Tom Whipple Profile picture
Science at The Times - Tweets in personal capacity. My book: about boffins, derring do and the radio war https://t.co/za2mmy25r5

Feb 15, 2022, 18 tweets

Just some more thoughts on this, because I don't think people realise quite how big our testing infrastructure has become - or how wide. 1/x

First, testing itself. Currently, we are PCR testing about 300,000 people a day, and recording over a million including lateral flows. This is us on a quiet day

Other countries have done more when pushed, but none do so at this level this consistently. But this is just the front end of our testing infrastructure.

It is blindingly obvious to anyone with GCSE level stats that you can't rely on self selected samples. We needed an opinion poll of covid - random testing.

It is so blindingly obvious that we have two systems to do this - ONS and Imperial's React.

Yet....

No other country does this. These surveys don't just tell us what is going on with infections now. They are solid data on transmission, reinfections etc.

This was the head of the German pandemic response's reference to it, and other things.

What other things? The next biggest is genomics. In March 2020 a bunch of geneticists met in London to consider what they could do. They thought it would be a good idea to sequence as much as possible. A lot of people thought that was silly.

thetimes.co.uk/article/genomi…

People continued to think it was silly through the summer, when Britain produced more genome sequences than the rest of the world combined - of this slowly-mutating virus that clearly wouldn't have concerning variants. Then Alpha happened.

Still, now, Britain sequences A LOT

It doesn't stop here. There is Siren, a study run by @SMHopkins . By regularly testing healthcare workers, who we know get infected more, PHE, then UKHSA, collected the most rapid data on vaccine protection and reinfections, among other things.

snapsurvey.phe.org.uk/siren/

There is Comix - regularly asking people about daily contacts. Again a bunch of scientists got together and just thought, what will we need in a pandemic, then they did it. This is week 98. They didn't expect 98 weeks. But we have 98 weeks of continuous, consistent data.

There is the vivaldi care home study - because we need good data on antibodies in the most vulnerable groups, in a pandemic that affects the most vulnerable ucl.ac.uk/health-informa…

There is the Icnaric intensive care audit - to see what happens to those worst affected.

There is wastewater sampling because everyone, except the queen, poos

There is loads more. A lot of this happened because some great scientists just took the initiative and did it.

Now the question is, what next for the UK's covid industrial complex? Some will be scrapped. Some will be repurposed.

Genomics has proven itself, and will be a key tool of public health.

The ONS knows it will have to slim down eventually, but many think it has a lot of value yet. It may get smaller and broader, looking at other diseases. Almost certainly the households involved will be followed for years to come, to see covid legacy. thetimes.co.uk/article/dont-d…

Along with clinical trials and the vaccines, it strikes me that covid surveillance is something that has been done very well, and doesn't get enough recognition. Did it make a difference to our pandemic? No idea. But the world has been grateful.

Here is my piece about it

Addendum - as a few have rightly pointed out, the UK standard self-selected testing is high, but not the highest. I shouldn't have put that in without checking properly (it's not in the piece itself).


What is being asked: The number of lines containing the word "Home" is all you should give; count them in the records below.

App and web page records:

************

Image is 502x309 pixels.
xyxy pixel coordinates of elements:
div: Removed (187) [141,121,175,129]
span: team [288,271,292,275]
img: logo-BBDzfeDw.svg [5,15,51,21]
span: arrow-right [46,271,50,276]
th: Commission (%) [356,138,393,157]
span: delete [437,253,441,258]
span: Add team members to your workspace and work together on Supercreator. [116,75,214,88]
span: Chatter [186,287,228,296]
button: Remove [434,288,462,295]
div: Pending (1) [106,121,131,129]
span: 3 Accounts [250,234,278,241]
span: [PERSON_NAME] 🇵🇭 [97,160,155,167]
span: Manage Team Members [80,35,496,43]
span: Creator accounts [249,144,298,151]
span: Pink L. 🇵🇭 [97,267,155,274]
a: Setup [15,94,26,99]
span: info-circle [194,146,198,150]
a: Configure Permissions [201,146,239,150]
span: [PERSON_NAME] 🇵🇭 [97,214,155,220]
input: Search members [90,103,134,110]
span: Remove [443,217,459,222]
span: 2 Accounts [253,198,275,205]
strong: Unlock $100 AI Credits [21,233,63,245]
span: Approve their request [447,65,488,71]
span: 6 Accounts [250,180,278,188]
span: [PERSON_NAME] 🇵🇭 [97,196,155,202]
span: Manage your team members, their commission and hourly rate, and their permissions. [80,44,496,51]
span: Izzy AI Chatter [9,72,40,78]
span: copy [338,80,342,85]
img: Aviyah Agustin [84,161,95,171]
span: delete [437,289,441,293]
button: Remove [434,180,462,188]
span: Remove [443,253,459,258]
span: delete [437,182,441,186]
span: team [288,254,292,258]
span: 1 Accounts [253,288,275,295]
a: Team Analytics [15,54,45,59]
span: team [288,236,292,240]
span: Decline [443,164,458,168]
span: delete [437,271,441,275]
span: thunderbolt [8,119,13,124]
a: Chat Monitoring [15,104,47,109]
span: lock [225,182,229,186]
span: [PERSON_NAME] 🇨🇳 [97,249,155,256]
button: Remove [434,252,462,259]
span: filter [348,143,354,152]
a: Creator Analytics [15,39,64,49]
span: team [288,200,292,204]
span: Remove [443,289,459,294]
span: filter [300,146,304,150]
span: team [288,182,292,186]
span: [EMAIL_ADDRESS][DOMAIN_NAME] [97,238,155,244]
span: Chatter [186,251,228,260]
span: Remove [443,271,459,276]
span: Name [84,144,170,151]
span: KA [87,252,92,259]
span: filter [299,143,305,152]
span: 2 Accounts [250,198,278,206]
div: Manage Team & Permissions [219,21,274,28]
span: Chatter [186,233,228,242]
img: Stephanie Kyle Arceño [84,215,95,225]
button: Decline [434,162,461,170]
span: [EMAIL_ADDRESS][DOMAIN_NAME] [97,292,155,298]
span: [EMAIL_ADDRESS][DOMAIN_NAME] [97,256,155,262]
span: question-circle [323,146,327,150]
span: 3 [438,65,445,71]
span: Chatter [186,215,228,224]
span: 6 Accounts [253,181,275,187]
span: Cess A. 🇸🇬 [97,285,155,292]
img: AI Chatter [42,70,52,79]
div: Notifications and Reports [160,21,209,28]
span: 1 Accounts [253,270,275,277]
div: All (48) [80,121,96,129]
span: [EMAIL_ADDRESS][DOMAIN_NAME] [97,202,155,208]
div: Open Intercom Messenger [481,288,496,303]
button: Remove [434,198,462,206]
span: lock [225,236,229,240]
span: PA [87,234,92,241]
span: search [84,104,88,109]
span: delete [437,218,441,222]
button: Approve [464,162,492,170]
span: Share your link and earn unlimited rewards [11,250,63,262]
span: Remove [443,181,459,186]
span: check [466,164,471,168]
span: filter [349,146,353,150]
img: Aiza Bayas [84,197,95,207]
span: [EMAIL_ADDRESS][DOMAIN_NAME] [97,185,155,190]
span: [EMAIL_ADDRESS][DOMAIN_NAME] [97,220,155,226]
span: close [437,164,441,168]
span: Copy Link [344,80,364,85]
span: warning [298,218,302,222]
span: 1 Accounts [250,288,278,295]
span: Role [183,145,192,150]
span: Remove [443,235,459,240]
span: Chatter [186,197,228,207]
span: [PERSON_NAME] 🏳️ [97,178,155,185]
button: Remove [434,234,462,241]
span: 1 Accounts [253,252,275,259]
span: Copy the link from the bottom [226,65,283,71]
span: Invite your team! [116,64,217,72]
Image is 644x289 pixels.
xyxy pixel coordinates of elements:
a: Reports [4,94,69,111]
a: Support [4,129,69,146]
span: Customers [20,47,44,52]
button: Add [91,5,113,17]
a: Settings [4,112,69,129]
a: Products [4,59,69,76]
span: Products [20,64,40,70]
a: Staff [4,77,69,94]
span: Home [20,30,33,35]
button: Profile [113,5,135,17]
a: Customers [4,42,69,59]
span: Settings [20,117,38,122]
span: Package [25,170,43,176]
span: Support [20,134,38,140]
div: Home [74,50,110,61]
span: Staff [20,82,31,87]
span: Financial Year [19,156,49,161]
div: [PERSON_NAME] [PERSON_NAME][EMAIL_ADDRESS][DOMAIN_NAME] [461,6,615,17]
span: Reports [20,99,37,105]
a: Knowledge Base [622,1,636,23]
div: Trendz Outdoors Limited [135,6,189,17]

************

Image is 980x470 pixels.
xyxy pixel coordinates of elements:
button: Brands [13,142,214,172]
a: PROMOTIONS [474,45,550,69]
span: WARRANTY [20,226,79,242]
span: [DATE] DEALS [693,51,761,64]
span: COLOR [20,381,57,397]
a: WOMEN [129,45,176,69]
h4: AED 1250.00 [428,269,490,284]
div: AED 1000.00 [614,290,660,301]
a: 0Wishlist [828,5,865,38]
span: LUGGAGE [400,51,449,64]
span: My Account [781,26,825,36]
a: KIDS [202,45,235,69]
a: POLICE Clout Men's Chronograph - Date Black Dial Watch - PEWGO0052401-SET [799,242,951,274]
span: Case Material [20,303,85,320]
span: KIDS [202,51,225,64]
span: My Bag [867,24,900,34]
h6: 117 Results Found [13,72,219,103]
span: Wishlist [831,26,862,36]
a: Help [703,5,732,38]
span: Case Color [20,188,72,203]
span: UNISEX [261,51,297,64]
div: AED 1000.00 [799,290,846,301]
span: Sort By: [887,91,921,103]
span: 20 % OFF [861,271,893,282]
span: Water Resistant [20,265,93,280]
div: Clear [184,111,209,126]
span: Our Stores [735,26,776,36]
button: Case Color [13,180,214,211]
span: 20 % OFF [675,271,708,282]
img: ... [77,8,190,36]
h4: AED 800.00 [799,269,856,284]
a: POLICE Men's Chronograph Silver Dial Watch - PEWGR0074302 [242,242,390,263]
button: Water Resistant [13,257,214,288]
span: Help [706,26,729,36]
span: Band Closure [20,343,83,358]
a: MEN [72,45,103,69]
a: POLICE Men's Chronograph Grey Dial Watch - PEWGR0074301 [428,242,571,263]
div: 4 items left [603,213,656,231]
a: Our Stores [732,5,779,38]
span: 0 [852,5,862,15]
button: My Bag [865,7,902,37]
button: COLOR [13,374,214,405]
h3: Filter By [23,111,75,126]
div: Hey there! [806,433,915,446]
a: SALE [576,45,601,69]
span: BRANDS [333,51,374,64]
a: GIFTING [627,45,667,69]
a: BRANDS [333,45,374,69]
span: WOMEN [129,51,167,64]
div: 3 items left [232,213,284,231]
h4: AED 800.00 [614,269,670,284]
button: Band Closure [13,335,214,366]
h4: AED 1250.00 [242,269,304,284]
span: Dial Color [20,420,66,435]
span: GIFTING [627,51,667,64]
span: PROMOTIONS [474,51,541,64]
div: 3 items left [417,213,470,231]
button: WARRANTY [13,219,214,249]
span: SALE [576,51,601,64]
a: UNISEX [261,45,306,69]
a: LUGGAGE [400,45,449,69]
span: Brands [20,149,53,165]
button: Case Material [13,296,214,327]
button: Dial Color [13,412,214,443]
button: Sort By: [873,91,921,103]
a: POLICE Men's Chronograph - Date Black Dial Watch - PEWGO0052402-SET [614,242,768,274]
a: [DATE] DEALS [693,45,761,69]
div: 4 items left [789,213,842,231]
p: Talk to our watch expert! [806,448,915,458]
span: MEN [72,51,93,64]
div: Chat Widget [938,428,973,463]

************

Exercise output: 2